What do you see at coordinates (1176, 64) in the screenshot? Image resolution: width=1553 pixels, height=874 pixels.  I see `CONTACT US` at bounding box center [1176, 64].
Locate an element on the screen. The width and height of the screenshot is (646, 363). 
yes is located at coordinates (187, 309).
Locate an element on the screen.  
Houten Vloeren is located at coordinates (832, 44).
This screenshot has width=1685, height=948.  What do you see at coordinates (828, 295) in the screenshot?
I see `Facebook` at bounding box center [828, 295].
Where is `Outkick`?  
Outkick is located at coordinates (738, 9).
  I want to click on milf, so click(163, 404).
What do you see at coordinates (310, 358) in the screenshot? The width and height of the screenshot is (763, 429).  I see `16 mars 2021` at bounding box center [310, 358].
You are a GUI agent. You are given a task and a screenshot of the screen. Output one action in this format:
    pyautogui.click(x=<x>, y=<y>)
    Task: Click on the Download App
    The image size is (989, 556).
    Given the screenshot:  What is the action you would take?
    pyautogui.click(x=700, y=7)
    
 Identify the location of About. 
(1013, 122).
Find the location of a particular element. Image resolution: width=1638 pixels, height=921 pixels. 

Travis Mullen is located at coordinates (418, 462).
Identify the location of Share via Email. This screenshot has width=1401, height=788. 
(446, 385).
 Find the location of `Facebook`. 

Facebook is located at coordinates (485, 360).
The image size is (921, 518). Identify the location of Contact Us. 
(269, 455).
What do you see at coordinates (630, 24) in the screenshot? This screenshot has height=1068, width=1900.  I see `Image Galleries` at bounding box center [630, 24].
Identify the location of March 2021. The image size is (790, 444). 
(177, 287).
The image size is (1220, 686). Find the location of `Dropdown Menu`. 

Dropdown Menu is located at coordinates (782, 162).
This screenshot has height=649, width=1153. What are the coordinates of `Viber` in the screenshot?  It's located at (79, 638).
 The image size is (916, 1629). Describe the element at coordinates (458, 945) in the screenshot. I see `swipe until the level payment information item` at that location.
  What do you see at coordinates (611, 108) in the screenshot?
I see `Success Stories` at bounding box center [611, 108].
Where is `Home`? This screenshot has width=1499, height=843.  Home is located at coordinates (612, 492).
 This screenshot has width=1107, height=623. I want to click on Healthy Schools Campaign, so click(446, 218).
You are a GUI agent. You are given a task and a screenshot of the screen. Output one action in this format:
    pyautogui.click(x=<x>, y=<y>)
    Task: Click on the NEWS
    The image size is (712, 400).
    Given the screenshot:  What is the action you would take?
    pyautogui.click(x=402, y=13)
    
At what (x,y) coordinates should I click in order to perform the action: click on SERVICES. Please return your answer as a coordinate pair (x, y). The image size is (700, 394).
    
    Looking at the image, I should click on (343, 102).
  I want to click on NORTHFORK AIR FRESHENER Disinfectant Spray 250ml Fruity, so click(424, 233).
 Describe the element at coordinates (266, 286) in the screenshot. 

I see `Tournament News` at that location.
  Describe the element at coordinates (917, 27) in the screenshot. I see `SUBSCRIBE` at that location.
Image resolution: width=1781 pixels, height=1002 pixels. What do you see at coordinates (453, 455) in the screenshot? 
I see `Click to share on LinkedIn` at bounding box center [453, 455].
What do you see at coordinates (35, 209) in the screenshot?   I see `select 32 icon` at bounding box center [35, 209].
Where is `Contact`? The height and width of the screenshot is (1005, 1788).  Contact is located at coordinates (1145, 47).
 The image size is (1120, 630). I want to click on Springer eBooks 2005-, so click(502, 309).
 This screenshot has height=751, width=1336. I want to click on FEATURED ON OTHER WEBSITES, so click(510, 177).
------------------------------
# Brief
Repeat the data above starting at the line with "At what (x,y)" and ending at its last line, exactly, with no other lines.

# Completed exercise
At what (x,y) coordinates should I click in order to perform the action: click on SERVICES. Please return your answer as a coordinate pair (x, y). The image size is (700, 394).
    
    Looking at the image, I should click on (343, 102).
  I want to click on NORTHFORK AIR FRESHENER Disinfectant Spray 250ml Fruity, so click(424, 233).
 Describe the element at coordinates (266, 286) in the screenshot. 

I see `Tournament News` at that location.
  Describe the element at coordinates (917, 27) in the screenshot. I see `SUBSCRIBE` at that location.
Image resolution: width=1781 pixels, height=1002 pixels. What do you see at coordinates (453, 455) in the screenshot? 
I see `Click to share on LinkedIn` at bounding box center [453, 455].
What do you see at coordinates (35, 209) in the screenshot?   I see `select 32 icon` at bounding box center [35, 209].
Where is `Contact`? The height and width of the screenshot is (1005, 1788).  Contact is located at coordinates (1145, 47).
 The image size is (1120, 630). I want to click on Springer eBooks 2005-, so click(502, 309).
 This screenshot has height=751, width=1336. I want to click on FEATURED ON OTHER WEBSITES, so click(510, 177).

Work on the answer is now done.